New Tomorrows

What are you expecting for the new year?

As a new year unfolds, the Lord wants us to know what to believe Him for and how to be open to that, because He is set to do it. How can we step forward into His year of new tomorrows with expectation?

Called to New Discernment

Do you not know that a little leaven leavens the whole lump? Therefore purge out the old leaven, that you may be a new lump, since you truly are unleavened. For indeed Christ, our Passover, was sacrificed for us. –1 Corinthians 5:6-7

Purging out the old leaven to become a new lump refers to a practice the Lord instituted at the beginning of Passover, which God called “a beginning of days.” In releasing the children of Israel from slavery to their destiny in His order, the first thing the Lord instructed was seven days of eating unleavened bread.

The skill of ancient Egypt’s bakers with yeast had cultivated a particular taste among the people. The Lord’s directive was not to call them to a life of blandness but to move them away from what they were accustomed to in their former environment, so they could become sensitized to where He was leading them.

Paul is addressing a congregation who had lost their “taste” or discernment for the Lord’s ways. Within the community of the faithful, there had come tolerance for the Corinthian culture, considered even by Roman standards to be the lowest with regard to moral matters. These who had come to Christ were losing their perspective on grace—they knew the grace of God had forgiven them of their past failures, but they had somehow lost their taste for holiness. The old leaven is an exaggeration of the idea of grace.

The Lord’s desire is for His people to discern between what was tasty by the old way, and what is a new fulfillment beyond all you have ever known. He calls us to new tomorrows, but first He wants to “re-tool” our taste buds so we don’t accommodate what is less than worthy of His purpose in our life. That’s the principle of the “new lump”—God wants to create a new “rise” of His life, so that it’s a “leaven that comes from heaven,” not from the world’s order of things.

Convinced of New Promises

Therefore, if anyone is in Christ, he is a new creation; old things have passed away; behold, all things have become new. –2 Corinthians 5:17

Our new tomorrows begin when we first come to the Lord: the old record of our sin is removed, and we are promised eternal life. If we know Jesus, we know those two things are true, and our biggest concerns are resolved: He’s erased my past that would have destroyed the possibilities of my future; and, He’s given me the promise of a future I never could have gained in myself. Still, it’s amazing the number of people who believe God can do those things but have no idea how God can handle a situation they are facing right now.

In Christ, we have available to us a resource that continues to beget the newness of His power in the everyday things of our life. He sets before us new tomorrows in which He offers to develop our character, help us shape new habits, bring freshness and vitality into our vocation, bring a resurgence of love in a marriage, and reconstruct ruined relationships and broken homes.

Believing for New Tomorrows

“Do not remember the former things, nor consider the things of old. Behold, I will do a new thing, now it shall spring forth; shall you not know it? I will even make a road in the wilderness and rivers in the desert.” –Isaiah 43:18-19

The promise of new tomorrows has a requirement built into it: Don’t talk about things the way they were. Don’t let “the way it was” dominate your mind. This is not just “positive thinking”—it is God’s power. He says He will make a way in the wilderness. There are thorny issues and an overgrowth of circumstances that we don’t know how to get through, but the Lord promises a road through the wilderness—a way—and a river in the desert—a resource to sustain us while we’re pursuing that new way.

Cleansed for New Possibilities

“Nor do they put new wine into old wineskins, or else the wineskins break, the wine is spilled, and the wineskins are ruined. But they put new wine into new wineskins, and both are preserved.” –Matthew 9:17

When Jesus encountered religious traditionalism, He said that although it may have served them well in the past, it wouldn’t take people to the next place. When Jesus talked about new wineskins, He was talking about something that had been rinsed and stretched “just like new.” Just as surely as new wine is an illustration of the ministry of the Holy Spirit, the operation of the Word of God flows like water into our lives.

To open up to the newness of God’s possibilities in our lives, most of us need a rinsing of the fabric of our lives. Oftentimes those of us who have walked with Him the longest can become the stiffest when the Lord says, “I want to do a new thing.” Even the dearest of committed believers has the mistaken capacity to say, I’ve tasted it all. The Lord wants to rinse us fresh and do something new in us unlike anything we’ve ever known before.

Won’t you welcome the new year with me by opening up to and expecting the promise of God’s new tomorrows in your life? Invite the Lord to let the rivers of heaven flow over you and to renew your capacity to receive the new thing He wants to do in you.

Article provided by Jack Hayford Ministries.

Dr. Jack Hayford
Dr. Jack Hayfordhttps://collective.tku.edu
Dr. Jack Hayford is the founder and chancellor emeritus of The King's University. He is the founding pastor of The Church On The Way in Van Nuys, California, and he is the bestselling author of more than 50 books.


How to complete this task:
Write the entries out again exactly as they stand, but without the pictures.

==== Supplied material ====

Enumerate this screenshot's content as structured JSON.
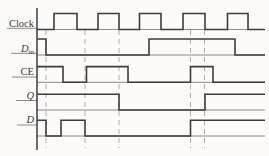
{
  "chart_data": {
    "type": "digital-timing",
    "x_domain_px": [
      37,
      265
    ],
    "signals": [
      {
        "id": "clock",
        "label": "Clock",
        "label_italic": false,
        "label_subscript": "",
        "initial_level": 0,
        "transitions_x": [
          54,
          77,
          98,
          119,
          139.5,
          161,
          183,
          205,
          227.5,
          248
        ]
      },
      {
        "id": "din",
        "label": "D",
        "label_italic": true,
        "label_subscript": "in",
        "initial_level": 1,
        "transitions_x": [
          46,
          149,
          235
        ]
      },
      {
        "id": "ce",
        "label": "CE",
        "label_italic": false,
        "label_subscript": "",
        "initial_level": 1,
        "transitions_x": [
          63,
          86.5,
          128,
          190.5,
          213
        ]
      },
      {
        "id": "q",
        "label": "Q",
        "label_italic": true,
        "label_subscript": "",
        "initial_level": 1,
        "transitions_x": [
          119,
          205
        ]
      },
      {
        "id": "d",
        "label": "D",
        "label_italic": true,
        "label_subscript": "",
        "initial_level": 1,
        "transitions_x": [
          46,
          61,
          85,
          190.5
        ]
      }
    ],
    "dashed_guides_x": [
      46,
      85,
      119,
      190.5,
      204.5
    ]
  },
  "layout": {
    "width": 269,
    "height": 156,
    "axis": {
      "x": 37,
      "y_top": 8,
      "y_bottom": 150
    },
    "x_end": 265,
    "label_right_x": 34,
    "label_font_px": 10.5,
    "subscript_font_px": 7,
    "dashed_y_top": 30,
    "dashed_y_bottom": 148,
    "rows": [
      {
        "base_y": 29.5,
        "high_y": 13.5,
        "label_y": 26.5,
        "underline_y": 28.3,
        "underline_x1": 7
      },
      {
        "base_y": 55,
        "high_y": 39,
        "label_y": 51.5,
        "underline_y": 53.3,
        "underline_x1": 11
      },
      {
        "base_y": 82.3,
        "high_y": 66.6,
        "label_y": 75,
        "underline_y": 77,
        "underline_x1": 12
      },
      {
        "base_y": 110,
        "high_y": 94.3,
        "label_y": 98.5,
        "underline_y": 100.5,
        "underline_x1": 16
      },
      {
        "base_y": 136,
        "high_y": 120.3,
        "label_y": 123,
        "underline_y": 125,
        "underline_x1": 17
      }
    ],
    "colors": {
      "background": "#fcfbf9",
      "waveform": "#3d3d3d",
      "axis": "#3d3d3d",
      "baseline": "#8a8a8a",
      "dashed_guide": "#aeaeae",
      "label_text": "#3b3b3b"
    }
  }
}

====

Result for this task:
Enumerate this screenshot's content as structured JSON.
{
  "chart_data": {
    "type": "digital-timing",
    "x_domain_px": [
      37,
      265
    ],
    "signals": [
      {
        "id": "clock",
        "label": "Clock",
        "label_italic": false,
        "label_subscript": "",
        "initial_level": 0,
        "transitions_x": [
          54,
          77,
          98,
          119,
          139.5,
          161,
          183,
          205,
          227.5,
          248
        ]
      },
      {
        "id": "din",
        "label": "D",
        "label_italic": true,
        "label_subscript": "in",
        "initial_level": 1,
        "transitions_x": [
          46,
          149,
          235
        ]
      },
      {
        "id": "ce",
        "label": "CE",
        "label_italic": false,
        "label_subscript": "",
        "initial_level": 1,
        "transitions_x": [
          63,
          86.5,
          128,
          190.5,
          213
        ]
      },
      {
        "id": "q",
        "label": "Q",
        "label_italic": true,
        "label_subscript": "",
        "initial_level": 1,
        "transitions_x": [
          119,
          205
        ]
      },
      {
        "id": "d",
        "label": "D",
        "label_italic": true,
        "label_subscript": "",
        "initial_level": 1,
        "transitions_x": [
          46,
          61,
          85,
          190.5
        ]
      }
    ],
    "dashed_guides_x": [
      46,
      85,
      119,
      190.5,
      204.5
    ]
  },
  "layout": {
    "width": 269,
    "height": 156,
    "axis": {
      "x": 37,
      "y_top": 8,
      "y_bottom": 150
    },
    "x_end": 265,
    "label_right_x": 34,
    "label_font_px": 10.5,
    "subscript_font_px": 7,
    "dashed_y_top": 30,
    "dashed_y_bottom": 148,
    "rows": [
      {
        "base_y": 29.5,
        "high_y": 13.5,
        "label_y": 26.5,
        "underline_y": 28.3,
        "underline_x1": 7
      },
      {
        "base_y": 55,
        "high_y": 39,
        "label_y": 51.5,
        "underline_y": 53.3,
        "underline_x1": 11
      },
      {
        "base_y": 82.3,
        "high_y": 66.6,
        "label_y": 75,
        "underline_y": 77,
        "underline_x1": 12
      },
      {
        "base_y": 110,
        "high_y": 94.3,
        "label_y": 98.5,
        "underline_y": 100.5,
        "underline_x1": 16
      },
      {
        "base_y": 136,
        "high_y": 120.3,
        "label_y": 123,
        "underline_y": 125,
        "underline_x1": 17
      }
    ],
    "colors": {
      "background": "#fcfbf9",
      "waveform": "#3d3d3d",
      "axis": "#3d3d3d",
      "baseline": "#8a8a8a",
      "dashed_guide": "#aeaeae",
      "label_text": "#3b3b3b"
    }
  }
}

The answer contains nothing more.